The deflationary bit, is sort of a problem on the centralization of wealth yeah, but that's a macro problem, not a barrier of entry to individuals

I think that your comment tries to take digs at Crypto in an overly contrarian way, Crypto is digital gold which can be easily hidden, I guess that you could buy a bunch of paper Swiss bonds hide them on a bag or whatever and take a flight with these, but that already has a higher barrier of entry than buying wherever amount you want on ether and put it on a thumb drive, I guess both methods could work, certainly both are easier and sneakier than carrying a brick of gold around on your flight luggage



Liquidity has nothing to do with divisibility. Liquidity is the ease with which an asset can be turned into money. By definition, money is the most liquid asset.

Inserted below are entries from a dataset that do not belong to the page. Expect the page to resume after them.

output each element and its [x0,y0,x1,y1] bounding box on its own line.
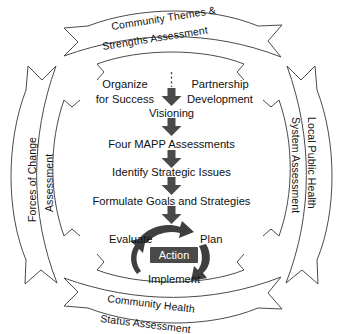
mapp-framework-diagram: Community Themes & Strengths Assessment … [0,0,343,334]
action-cycle: Action Evaluate Plan Implement [0,0,343,334]
cycle-label-plan: Plan [200,233,222,245]
cycle-label-implement: Implement [148,273,201,285]
action-center-label: Action [159,249,190,261]
cycle-label-evaluate: Evaluate [109,233,153,245]
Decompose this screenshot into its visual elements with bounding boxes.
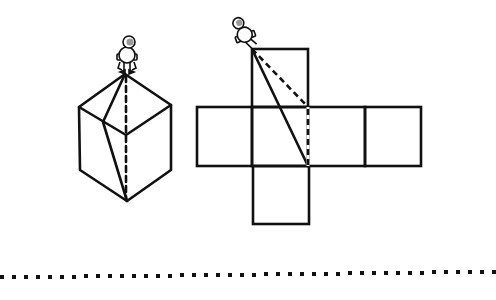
diagram-canvas [0, 0, 496, 300]
cube-solid-path [103, 74, 127, 201]
astronaut-icon [117, 36, 137, 74]
dotted-separator [0, 270, 496, 279]
astronaut-icon-tilted [229, 14, 259, 52]
cube-3d [79, 74, 171, 201]
net-face-right [308, 107, 365, 166]
net-face-front [252, 107, 308, 166]
net-face-back [365, 107, 421, 166]
net-dashed-path-diagonal [252, 49, 308, 107]
net-face-bottom [253, 166, 309, 224]
net-face-left [197, 107, 252, 166]
cube-net [197, 49, 421, 224]
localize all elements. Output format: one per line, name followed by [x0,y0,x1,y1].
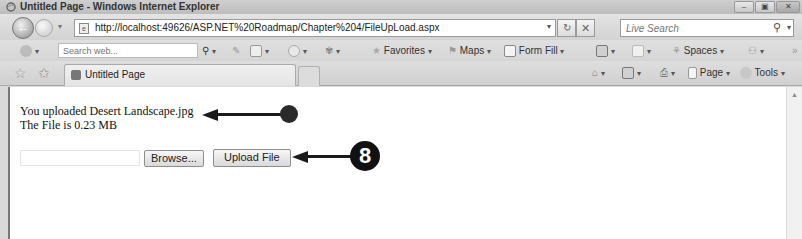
print-button[interactable]: ⎙ ▾ [660,67,675,79]
web-search-dropdown[interactable]: ▾ [212,47,216,56]
web-search-box[interactable] [58,43,198,58]
form-fill-icon [504,45,516,57]
maps-label: Maps [460,45,484,56]
address-row: ← ▾ e http://localhost:49626/ASP.NET%20R… [0,14,802,40]
live-search-input[interactable] [621,20,761,36]
butterfly-dropdown[interactable]: ▾ [336,47,340,56]
web-search-go-button[interactable]: ⚲ ▾ [202,43,216,58]
rss-feed-icon [596,45,608,57]
tools-dropdown-icon: ▾ [781,69,785,78]
contacts-dropdown[interactable]: ▾ [760,47,764,56]
search-icon[interactable]: ⚲ [773,21,781,34]
page-dropdown-icon: ▾ [726,69,730,78]
browser-window: Untitled Page - Windows Internet Explore… [0,0,802,239]
web-search-input[interactable] [59,45,197,58]
highlight-button[interactable]: ✎ [232,43,240,58]
page-menu-button[interactable]: Page ▾ [688,67,730,79]
contacts-button[interactable]: ⚇ ▾ [748,43,764,58]
windows-live-icon [20,45,32,57]
page-icon: e [79,23,89,34]
favorites-button[interactable]: ★ Favorites ▾ [372,43,432,58]
feeds-command-dropdown[interactable]: ▾ [637,69,641,78]
upload-file-button[interactable]: Upload File [213,149,291,167]
star-icon: ★ [372,45,381,56]
form-fill-button[interactable]: Form Fill ▾ [504,43,564,58]
photos-dropdown[interactable]: ▾ [647,47,651,56]
photo-icon [632,45,644,57]
home-button[interactable]: ⌂ ▾ [592,67,605,78]
file-path-input[interactable] [20,150,140,166]
callout-arrow-line [216,113,286,116]
maps-button[interactable]: ⚑ Maps ▾ [448,43,491,58]
browse-button[interactable]: Browse... [144,150,204,167]
feeds-dropdown[interactable]: ▾ [611,47,615,56]
favorites-center-icon[interactable]: ☆ [14,65,27,81]
mail-dropdown[interactable]: ▾ [265,47,269,56]
search-icon: ⚲ [202,45,209,56]
spaces-icon: ⚘ [672,45,681,56]
feeds-command-button[interactable]: ▾ [622,67,641,79]
mail-icon [250,45,262,57]
toolbar-overflow-chevron-icon[interactable]: » [792,43,798,58]
favorites-label: Favorites [384,45,425,56]
recent-pages-dropdown[interactable]: ▾ [58,22,62,31]
file-size-message: The File is 0.23 MB [20,118,117,133]
url-text[interactable]: http://localhost:49626/ASP.NET%20Roadmap… [95,22,439,33]
print-dropdown[interactable]: ▾ [671,69,675,78]
form-fill-dropdown[interactable]: ▾ [560,47,564,56]
spaces-dropdown[interactable]: ▾ [720,47,724,56]
home-dropdown[interactable]: ▾ [601,69,605,78]
butterfly-icon: ✾ [325,45,333,56]
highlighter-icon: ✎ [232,45,240,56]
back-button[interactable]: ← [12,17,34,39]
forward-button[interactable] [35,19,53,37]
window-controls: – ▣ ✕ [734,1,800,13]
stop-button[interactable]: ✕ [576,19,595,37]
tab-untitled-page[interactable]: Untitled Page [64,64,296,86]
add-to-favorites-icon[interactable]: ✩ [38,65,50,81]
vertical-scrollbar[interactable]: ▲ [786,87,802,239]
gear-icon [740,67,752,79]
ie-page-icon [71,70,81,80]
stop-icon: ✕ [581,22,590,34]
scroll-up-arrow-icon[interactable]: ▲ [791,91,798,98]
window-title: Untitled Page - Windows Internet Explore… [20,1,219,12]
spaces-button[interactable]: ⚘ Spaces ▾ [672,43,724,58]
page-icon [688,67,697,79]
search-options-dropdown[interactable]: ▾ [787,23,791,32]
tools-label: Tools [755,67,778,78]
back-arrow-icon: ← [17,20,30,35]
tab-row: ☆ ✩ Untitled Page ⌂ ▾ ▾ ⎙ ▾ Page ▾ Tools… [0,61,802,86]
messenger-icon [288,45,300,57]
mail-button[interactable]: ▾ [250,43,269,58]
title-bar: Untitled Page - Windows Internet Explore… [0,0,802,14]
maps-dropdown[interactable]: ▾ [487,47,491,56]
butterfly-button[interactable]: ✾ ▾ [325,43,340,58]
uploaded-file-message: You uploaded Desert Landscape.jpg [20,104,193,119]
address-dropdown-icon[interactable]: ▾ [547,22,551,31]
maximize-button[interactable]: ▣ [755,1,775,13]
tab-label: Untitled Page [85,69,145,80]
messenger-dropdown[interactable]: ▾ [303,47,307,56]
links-toolbar: ▾ ⚲ ▾ ✎ ▾ ▾ ✾ ▾ ★ Favorites ▾ ⚑ [0,40,802,61]
minimize-button[interactable]: – [734,1,754,13]
favorites-dropdown[interactable]: ▾ [428,47,432,56]
contacts-icon: ⚇ [748,45,757,56]
home-icon: ⌂ [592,67,598,78]
step-badge: 8 [350,141,380,171]
printer-icon: ⎙ [660,67,668,78]
refresh-button[interactable]: ↻ [557,19,576,37]
feeds-button[interactable]: ▾ [596,43,615,58]
toolbar-logo-dropdown[interactable]: ▾ [35,47,39,56]
new-tab-button[interactable] [298,66,320,86]
ie-logo-icon [6,2,16,12]
close-button[interactable]: ✕ [776,1,800,13]
form-fill-label: Form Fill [519,45,558,56]
tools-menu-button[interactable]: Tools ▾ [740,67,785,79]
toolbar-logo-button[interactable]: ▾ [20,43,39,58]
address-bar[interactable]: e http://localhost:49626/ASP.NET%20Roadm… [74,19,556,37]
photos-button[interactable]: ▾ [632,43,651,58]
spaces-label: Spaces [684,45,717,56]
messenger-button[interactable]: ▾ [288,43,307,58]
live-search-box[interactable]: ⚲ ▾ [620,19,794,37]
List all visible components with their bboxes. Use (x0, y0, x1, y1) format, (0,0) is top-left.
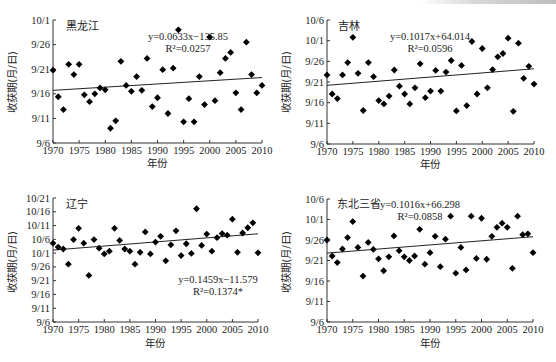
data-point (484, 84, 491, 91)
data-point (123, 82, 130, 89)
x-axis-title: 年份 (147, 157, 168, 169)
data-point (463, 267, 470, 274)
y-tick-label: 10/6 (305, 15, 324, 26)
regression-equation: y=0.1017x+64.014 (390, 31, 471, 42)
y-tick-label: 9/21 (305, 77, 324, 88)
y-tick-label: 9/26 (305, 56, 324, 67)
regression-equation: y=0.1016x+66.298 (380, 199, 460, 210)
data-point (447, 213, 454, 220)
data-point (91, 236, 98, 243)
data-point (165, 110, 172, 117)
data-point (149, 103, 156, 110)
data-point (144, 55, 151, 62)
x-tick-label: 1975 (68, 324, 89, 335)
y-tick-label: 10/11 (26, 220, 50, 231)
data-point (212, 97, 219, 104)
data-point (458, 244, 465, 251)
y-tick-label: 9/11 (306, 118, 324, 129)
data-point (494, 224, 501, 231)
data-point (70, 236, 77, 243)
data-point (198, 242, 205, 249)
data-point (478, 215, 485, 222)
x-tick-label: 1980 (95, 145, 116, 156)
data-point (483, 256, 490, 263)
y-tick-label: 9/26 (31, 261, 50, 272)
data-point (222, 55, 229, 62)
data-point (324, 237, 331, 244)
data-point (65, 61, 72, 68)
data-point (370, 73, 377, 80)
data-point (349, 218, 356, 225)
data-point (453, 108, 460, 115)
data-point (355, 244, 362, 251)
panel-northeast-three-provinces: 东北三省 y=0.1016x+66.298 R²=0.0858 年份 收获期(月… (280, 194, 544, 350)
x-axis-title: 年份 (420, 158, 441, 170)
panel-title: 东北三省 (337, 198, 381, 211)
y-tick-label: 10/21 (26, 193, 50, 204)
data-point (375, 97, 382, 104)
x-tick-label: 2005 (222, 324, 243, 335)
y-tick-label: 10/1 (31, 248, 50, 259)
data-point (380, 267, 387, 274)
data-point (329, 253, 336, 260)
data-point (417, 60, 424, 67)
panel-title: 辽宁 (66, 197, 88, 211)
data-point (107, 125, 114, 132)
data-point (224, 232, 231, 239)
data-point (191, 118, 198, 125)
y-tick-label: 9/21 (31, 64, 50, 75)
data-point (167, 241, 174, 248)
data-point (71, 71, 78, 78)
y-tick-label: 9/26 (305, 235, 324, 246)
x-axis-title: 年份 (145, 337, 166, 349)
x-tick-label: 2010 (523, 324, 544, 335)
data-point (365, 59, 372, 66)
data-point (243, 39, 250, 46)
x-tick-label: 1980 (94, 324, 115, 335)
data-point (515, 40, 522, 47)
y-tick-label: 9/16 (305, 276, 324, 287)
data-point (132, 261, 139, 268)
data-point (112, 117, 119, 124)
data-point (437, 88, 444, 95)
data-point (391, 233, 398, 240)
data-point (458, 62, 465, 69)
x-tick-label: 1985 (394, 324, 415, 335)
data-point (411, 253, 418, 260)
x-tick-label: 1995 (171, 324, 192, 335)
data-point (128, 88, 135, 95)
y-tick-label: 9/26 (31, 39, 50, 50)
data-point (196, 73, 203, 80)
y-tick-label: 9/21 (305, 255, 324, 266)
data-point (217, 69, 224, 76)
data-point (448, 57, 455, 64)
x-tick-label: 1990 (420, 146, 441, 157)
x-tick-label: 1985 (394, 146, 415, 157)
x-tick-label: 1970 (43, 145, 64, 156)
data-point (344, 234, 351, 241)
data-point (154, 94, 161, 101)
data-point (185, 95, 192, 102)
data-point (253, 89, 260, 96)
data-point (504, 224, 511, 231)
y-tick-label: 9/11 (32, 113, 50, 124)
data-point (86, 98, 93, 105)
data-point (50, 67, 57, 74)
data-point (133, 73, 140, 80)
data-point (173, 227, 180, 234)
data-point (524, 230, 531, 237)
data-point (227, 49, 234, 56)
data-point (360, 107, 367, 114)
data-point (530, 249, 537, 256)
data-point (355, 70, 362, 77)
x-tick-label: 1990 (145, 324, 166, 335)
data-point (494, 53, 501, 60)
data-point (396, 83, 403, 90)
data-point (473, 255, 480, 262)
data-point (248, 71, 255, 78)
data-point (370, 246, 377, 253)
data-point (137, 249, 144, 256)
x-tick-label: 1975 (69, 145, 90, 156)
data-point (381, 101, 388, 108)
data-point (385, 253, 392, 260)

https://en.wikipedia.org/wiki/Market_liquidity


I don't get divisibility argumebt. Why woukd anyonce care if their Bitcoin can be divided if they owe 0.0001 Bitcoin and Bitcoin suddenly doubled in value which doubled the amount of money they owe without giving consent to owe more money. It is kinda like someone used a technological defect to justify a non negotiated contract change. The person who promised a certain amount of debt obviously promised the earnings of a fragment of their talents. The volatility of the currency does not affect their talents.


How does 0.0001 BTC "suddenly double in value" to be 0.0002 BTC?

What you're actually saying it suddenly doubles in value when converted to another currency.

Just the same as if I owe someone $10, in the same currency, then it doesn't matter if the ratio of the dollar to the ruble doubles or triples at the same time. It's still $10 to both of the parties.